Aunt Kate

R. H. Espy and Aunt Kate, 1918

Note: The following account of Aunt Kate has been excerpted from my book Oysterville, The First Generations. In recent weeks, (perhaps because Nyel and I have been dealing with some of the inevitable issues of aging)  I’ve been thinking a lot about her and other elderly characters of Oysterville’s past. 

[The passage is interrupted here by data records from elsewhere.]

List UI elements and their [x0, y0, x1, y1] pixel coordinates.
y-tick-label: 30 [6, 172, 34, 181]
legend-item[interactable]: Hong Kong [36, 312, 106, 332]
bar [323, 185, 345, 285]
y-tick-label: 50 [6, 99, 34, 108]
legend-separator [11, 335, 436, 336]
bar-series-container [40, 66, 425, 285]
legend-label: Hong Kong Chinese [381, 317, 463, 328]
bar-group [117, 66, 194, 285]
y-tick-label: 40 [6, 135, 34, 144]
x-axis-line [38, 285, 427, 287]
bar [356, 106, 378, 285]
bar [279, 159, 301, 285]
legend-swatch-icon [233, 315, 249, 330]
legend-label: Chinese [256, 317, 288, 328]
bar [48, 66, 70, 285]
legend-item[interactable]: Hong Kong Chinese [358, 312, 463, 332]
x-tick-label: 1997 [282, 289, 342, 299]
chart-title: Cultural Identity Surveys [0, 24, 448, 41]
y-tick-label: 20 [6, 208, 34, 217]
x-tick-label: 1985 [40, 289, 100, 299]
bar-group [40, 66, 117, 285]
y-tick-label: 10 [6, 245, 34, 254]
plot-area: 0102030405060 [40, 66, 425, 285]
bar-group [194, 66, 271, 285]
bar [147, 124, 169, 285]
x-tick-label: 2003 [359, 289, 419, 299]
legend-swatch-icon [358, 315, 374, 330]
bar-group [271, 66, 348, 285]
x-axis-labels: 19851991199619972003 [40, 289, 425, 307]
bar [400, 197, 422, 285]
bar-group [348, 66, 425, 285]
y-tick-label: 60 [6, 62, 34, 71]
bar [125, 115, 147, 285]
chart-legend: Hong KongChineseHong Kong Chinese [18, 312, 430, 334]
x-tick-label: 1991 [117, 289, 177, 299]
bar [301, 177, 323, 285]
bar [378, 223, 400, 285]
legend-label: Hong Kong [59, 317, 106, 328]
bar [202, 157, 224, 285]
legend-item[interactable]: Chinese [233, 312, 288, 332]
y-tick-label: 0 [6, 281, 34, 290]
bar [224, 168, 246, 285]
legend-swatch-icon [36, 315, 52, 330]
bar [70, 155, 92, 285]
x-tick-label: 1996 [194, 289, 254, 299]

  As in most small villages in rural areas, Oysterville has had its share of “characters.”  One of the most beloved was Aunt Kate.  Everyone in town called her that, though she wasn’t actually related to a single person here.           
     My mother and her brothers and sisters remembered Aunt Kate well, for she was the third wife of their grandfather, R.H. Espy.  She was 70 (he, 81) in 1907 when she married “Mr. Espy,” as she always called him, and she lived in Oysterville until her death in 1924.
     She wore long skirts, high buttoned shoes, and was proud that she could scrape the meat from an apple with her one remaining tooth.  Although all agreed that she did a fine job taking care of the house and looking after R.H., even he conceded that she “cooked the long way of the flour.” My mother always remembered tossing Aunt Kate’s caraway cookies into the blackberry bushes on her way homeward after a visit.  She considered those cookies a treatment, not a treat.
     In his book, Oysterville, Roads to Grandpa’s Village, my Uncle Willard remembered:  “At all times of the year, Aunt Kate kept her house stifling hot, and wore a dark dress which reached to the floor.  Perpetually tied about her waist was a spotless white apron, scored with deep net lace.  Outdoors, her face was always shadowed by a sunbonnet.”
     She felt that walking or riding in a wagon, buggy, or even a boat were proper methods of transportation.  If absolutely necessary, she would take the train, but she drew the line at riding in a car.  She said that the only way she would ever travel in “a machine” would be if she were laid out for her funeral.  However, a few years before she died she reluctantly accepted a ride in Mr. Lehman’s truck when a high tide covered the road and kept her stranded at a neighboring house.
     Aunt Kate had first come to Oysterville in 1878 as the mail order bride of the Baptist minister.  She was 40 years old – long since considered an old maid by the standards of the day.  She had traveled west from Wisconsin to marry Reverend J. Wichser who, like most of the Baptist preachers in Oysterville during those years, lived in the R.H. Espy home.  The bride and groom continued there for the better part of a year, during which time Kate and R.H.’s wife, Julia, became good friends.  The Espy children respectfully called her “Aunt Kate,” as would the entire community in later years.
     For the next ten years the Reverend and Mrs. Wichser worked establishing preaching stations, prayer meetings, and Sunday-schools in the Puyallup area and later in Oregon.  When Mr. Wichser died in the 1880s, Kate married another Baptist preacher, a Reverend Miller of Oregon.
     As the years passed, she continued writing to her friend Julia Espy and, on occasion came to Oysterville “for a good and proper visit.”  Six years after Julia’s death in 1901, Kate Hulbert Wichser Miller moved back to Oysterville and married R.H. Espy, widower of her good friend.  Aunt Kate had outlived two husbands and was to outlive the third by a good many years.  Once, when my Great Uncle Cecil was in his nineties, my mother and he were reminiscing about Aunt Kate and her quaint ways.
     “I think Aunt Kate must be one of the few women who was married three times and died a virgin,” my mother remarked.
      “Not if you knew Father,” was Uncle Cecil’s wry reply.

2 Responses to “Aunt Kate”

  1. Cate Gable says:

    Sydney: I love this profile, especially the quip at the end! You bring out all the small and remarkable details about Aunt Kate — that hot house, her heavy attire, and those cookies landing in the bushes! Thx, Cate

  2. Stephanie Frieze says:

    Maybe you should consider writing a book about the women of the Oysterville Church. This is the second interesting story you’ve told about the wives of the preachers!